The Hubble constant Ho represents the speed of expansion of the universe and various cosmological observations and modeling methods were utilized by astronomers for a century to pin down its exact value. Determining Ho from cosmological observations is a long and tedious process requiring highly accurate datasets. To circumvent this need, a simple theoretical approach is introduced in this study which uses the concept of gravitational weakening and seismic-induced recession. As tremors occur among celestial objects, their gravitational fields would also change. This resulted in a fundamental relation of Ho and the computed rate of recession that gives a theoretical value for Ho=69.921 Km/s/Mpc. Using the newly discovered seismic-induced gravitational weakening and time dilation, it is possible that various astrophysical methods using different measurement methods would converge to this theoretical Ho value when cosmological distances and time delay measurements are corrected with the simple formulas we derived.

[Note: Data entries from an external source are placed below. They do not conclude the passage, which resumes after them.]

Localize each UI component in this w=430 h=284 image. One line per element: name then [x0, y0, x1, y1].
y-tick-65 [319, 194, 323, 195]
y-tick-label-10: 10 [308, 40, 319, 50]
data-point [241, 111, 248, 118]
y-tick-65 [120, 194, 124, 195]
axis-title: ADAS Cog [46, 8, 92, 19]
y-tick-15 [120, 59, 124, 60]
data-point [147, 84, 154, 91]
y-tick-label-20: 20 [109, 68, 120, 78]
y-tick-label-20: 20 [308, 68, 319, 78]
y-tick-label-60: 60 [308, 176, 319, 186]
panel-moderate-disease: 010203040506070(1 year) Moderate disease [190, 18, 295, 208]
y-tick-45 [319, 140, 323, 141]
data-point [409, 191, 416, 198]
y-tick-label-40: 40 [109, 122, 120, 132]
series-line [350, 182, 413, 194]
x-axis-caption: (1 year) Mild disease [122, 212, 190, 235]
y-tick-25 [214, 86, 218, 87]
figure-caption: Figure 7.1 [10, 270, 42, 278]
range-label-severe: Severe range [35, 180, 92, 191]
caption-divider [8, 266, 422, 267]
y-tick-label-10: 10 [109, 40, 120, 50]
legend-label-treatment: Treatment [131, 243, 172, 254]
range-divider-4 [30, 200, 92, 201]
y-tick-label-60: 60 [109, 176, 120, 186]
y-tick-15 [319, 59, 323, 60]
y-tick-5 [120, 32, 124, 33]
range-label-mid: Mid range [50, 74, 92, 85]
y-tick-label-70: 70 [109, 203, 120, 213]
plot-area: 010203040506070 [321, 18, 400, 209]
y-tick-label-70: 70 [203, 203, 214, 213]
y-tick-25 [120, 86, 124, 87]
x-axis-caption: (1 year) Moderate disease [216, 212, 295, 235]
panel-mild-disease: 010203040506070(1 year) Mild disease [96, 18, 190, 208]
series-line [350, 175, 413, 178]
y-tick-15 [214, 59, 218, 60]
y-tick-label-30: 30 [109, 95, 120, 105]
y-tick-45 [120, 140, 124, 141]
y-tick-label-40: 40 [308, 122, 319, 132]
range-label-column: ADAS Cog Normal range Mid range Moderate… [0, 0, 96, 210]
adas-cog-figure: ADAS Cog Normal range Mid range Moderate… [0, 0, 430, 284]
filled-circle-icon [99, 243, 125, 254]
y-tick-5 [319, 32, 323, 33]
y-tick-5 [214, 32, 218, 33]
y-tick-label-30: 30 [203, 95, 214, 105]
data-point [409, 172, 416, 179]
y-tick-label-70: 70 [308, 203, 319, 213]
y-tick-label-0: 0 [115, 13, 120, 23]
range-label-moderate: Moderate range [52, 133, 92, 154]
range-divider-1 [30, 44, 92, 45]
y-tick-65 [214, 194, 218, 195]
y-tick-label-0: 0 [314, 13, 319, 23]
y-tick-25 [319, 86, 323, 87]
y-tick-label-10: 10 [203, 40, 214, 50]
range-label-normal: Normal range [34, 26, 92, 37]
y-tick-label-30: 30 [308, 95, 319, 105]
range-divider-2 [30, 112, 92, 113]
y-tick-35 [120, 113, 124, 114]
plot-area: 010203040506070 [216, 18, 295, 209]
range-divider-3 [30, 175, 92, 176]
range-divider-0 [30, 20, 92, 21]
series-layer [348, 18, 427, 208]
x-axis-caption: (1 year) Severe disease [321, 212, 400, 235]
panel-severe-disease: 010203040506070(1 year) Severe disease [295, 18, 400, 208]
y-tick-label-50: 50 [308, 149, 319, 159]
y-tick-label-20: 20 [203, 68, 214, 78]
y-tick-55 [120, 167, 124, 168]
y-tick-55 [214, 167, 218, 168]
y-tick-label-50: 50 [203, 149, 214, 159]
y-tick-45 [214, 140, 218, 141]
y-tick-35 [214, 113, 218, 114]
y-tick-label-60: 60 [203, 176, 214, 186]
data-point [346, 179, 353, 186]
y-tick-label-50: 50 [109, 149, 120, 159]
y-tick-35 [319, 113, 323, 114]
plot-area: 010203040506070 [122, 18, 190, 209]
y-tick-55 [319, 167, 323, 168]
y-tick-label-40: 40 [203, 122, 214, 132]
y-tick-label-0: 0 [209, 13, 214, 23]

The new model assumes that, as quakes occur in celestial objects, luminosity-induced acceleration and high-energy collision of protons and electrons may produce a massive number of neutrinos, quarks and other subatomic particles. Furthermore, the fine structure constant was found to be inversely proportional to Ho-squared and that the fine-structure constant obtained in this study gives a new physical interpretation of α. New relations for the speed of light, orbital velocity, gravitational force and the Hubble constant were further derived from the new recession constant using approximate relations for the Newtonian and electric force constant. This resulted in a modified gravitational law that is both repulsive and attractive and a theoretical explanation of the phenomenon of light-induced gravitation analogous to the electromagnetic force where photon is the force-carrier. Finally, the fundamental forces of gravitation, electromagnetism and strong nuclear force are now unified.